1.16.1; Battles, 197-98; CO 2, 144: Battles fails to translate singulari quadam providentia ('by a remarkable providence') (Blacketer). Battles, in fact, confuses Calvin's thought. Battles has '... not only in that he drives the celestial frame ... but also in that he sustains, nourishes, and cares for, everything he has made, even to the least sparrow.' But this is not a 'non solum ... sed etiam ...' construction. Calvin's construction is: 'neque id universali quadam motione ... sed singulari quadam providentia ...' So we find Allen: '... not by a certain universal motion, actuating the whole machine of the world, and all its respective parts, but by a particular providence sustaining, nourishing, and providing for every thing which he has made.' So Calvin seems to be eschewing a kind of mechanical conception of divine governance preferring instead a specific parental care.
1.18.1; Battles, 230; CO 2, 169: Battles' translation reads: 'Satan desperately tries to drive the holy man insane...' But the reference is to Satan's strategy with Job. The Latin: 'Molitur Satan sanctum virum desperatione adigere in furorem.' It might be rendered as: 'Satan works to drive the holy man, by way of despair, into a frenzy' (Blacketer) The French: 'd'inciter Iob par désespoir etc.' Beveridge has: 'Satan's aim is to drive the saint to madness by despair.' One could also turn desperatione into a verb: Satan strives to dishearten the holy man and drive him to folly.
2.1.5; Battles, 247; CO 2, 180: Battles has: 'But no man will wonder at the temerity of the Pelagians and Coelestians when he perceived from that holy man's warnings...' Battles incorrectly translates 'monumenta' as 'warnings,' which here clearly means writings or works. The Latin is: '... qui ex illius sancti viri monumentis perspexerit ...'. He also should have written: 'when he has perceived...' (Blacketer).
2:2:26; Battles, 286; CO 2, 207: Battles misunderstands the sentence beginning Nihil ergo…. Battles’ rendering is: ‘Therefore whether or not man is impelled to seek after the good by an impulse of nature has no bearing upon the freedom of the will.’ But as Calvin refers in the preceding sentence to a natural inclination which both animals and humans possess, it is clear that in the sentence beginning Nihil ergo, Calvin is drawing the conclusion that this natural inclination towards good cannot possibly be used as an argument for free will, since humans possess it in common with animals (Richard Muller, The Unaccommodated Calvin, 259 n.60). Beveridge comes closer to the sense of the text: ‘The question of freedom, therefore, has nothing to do with the fact of man’s being led by natural instinct to desire good.’
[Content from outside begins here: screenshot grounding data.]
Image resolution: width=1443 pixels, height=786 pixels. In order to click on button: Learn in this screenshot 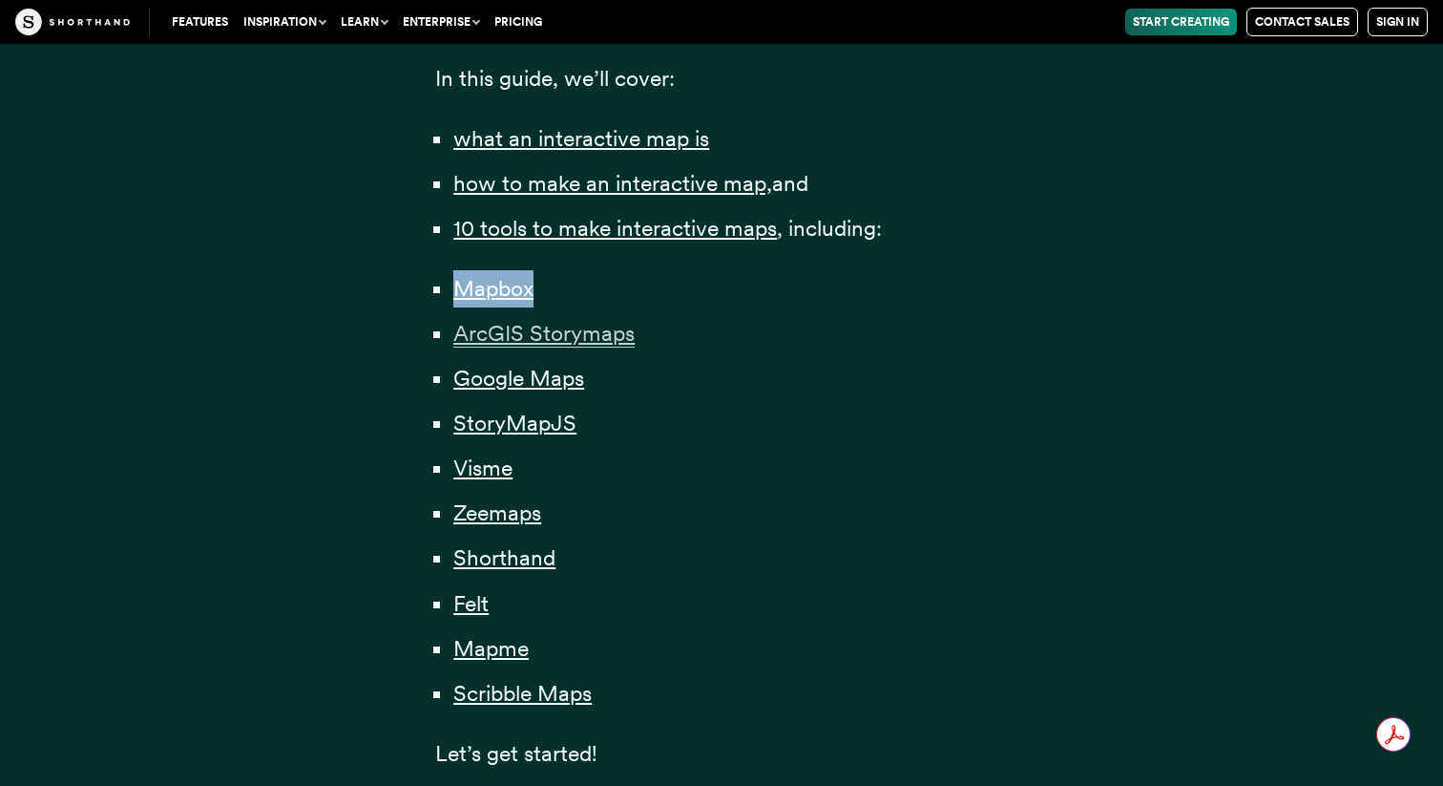, I will do `click(364, 22)`.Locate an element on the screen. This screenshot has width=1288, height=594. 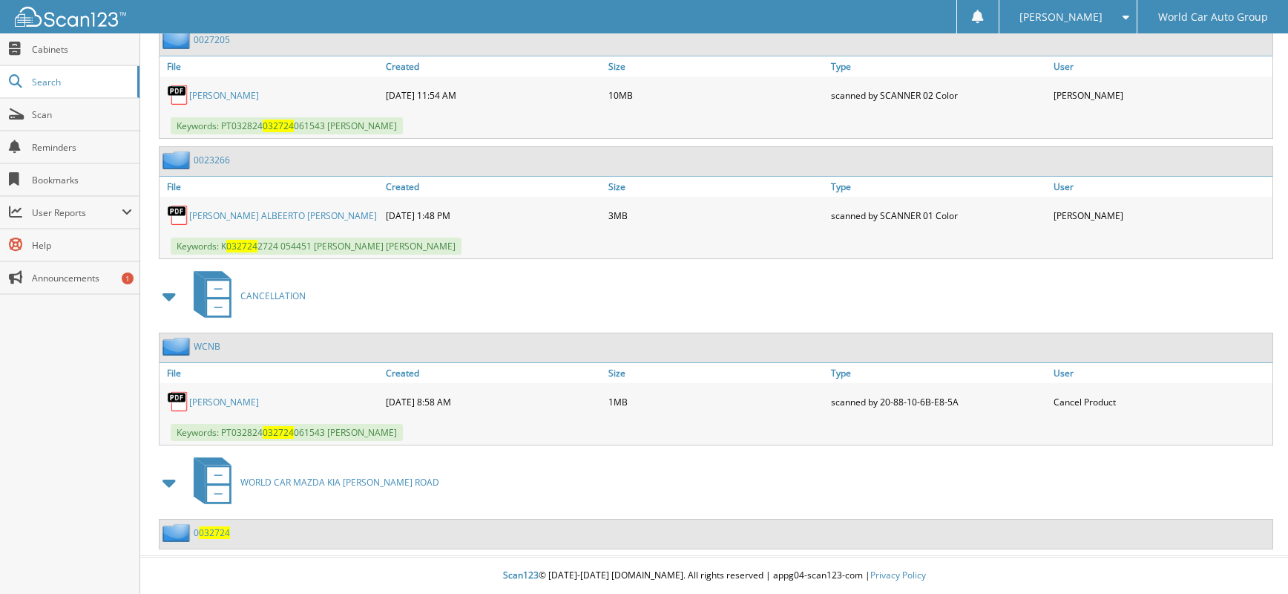
div: Cancel Product is located at coordinates (1161, 401).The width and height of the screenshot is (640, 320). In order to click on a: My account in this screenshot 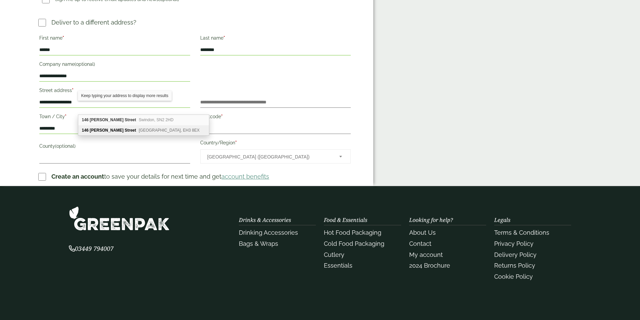, I will do `click(426, 254)`.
2.8.59; Battles, 401; CO 2, 309. Battles obscures Calvin's meaning by translating 'venialia' as 'pardonable' rather than simply as 'venial,' as Beveridge does.
2:14:1; Battles, 482; OS III, 458, 18-19: e Virginis utero templum sibi delegit should be ‘he chose for himself from the Virgin’s womb a temple.’
3:3:1; Battles, 593; OS IV, 55, 16: continuo means ‘immediately, promptly’, not ‘constantly.’
3:3:19; Battles, 614; OS IV, 77, 15. Battles’ ‘both kinds of grace’ too loosely translates utraque gratia, which carries no implication of different kinds. In the context, ‘each grace’ would sufficiently point to the ‘each of two’ which utraque conveys. An earlier translator (Beveridge) gives ‘both graces’. See also on 3:11:1.
3:4:2; Battles, 625; OS IV, 87, 20. Perhaps the fault of McNeill’s editing error, Battles’ translates the phrase ut quisque amare deflendo sua peccata se ... magis acuat in such a way that the verb acuat is left out entirely. His reading ‘what his displeasure and hatred’ should be ‘whet’ or ‘incite his displeasure ...’. Beveridge gives ‘stimulate himself more and more to dislike and hate.’
3:11:1; Battles, 725; OS IV, 182, 9. Battles seems to avoid the clear meaning of the Latin in writing ‘the second of these gifts’. It should be simply ‘the second grace’ (quae secunda est gratia). Earlier in this section Battles rightly translates Calvin’s duplicem gratiam as ‘a double grace’ – although most Calvin scholars prefer ‘twofold grace’. See also on 3:3:19.
3:11:6; Battles, 732; OS IV, 187, 21-22: percipimus – ‘receive’, not ‘perceive.’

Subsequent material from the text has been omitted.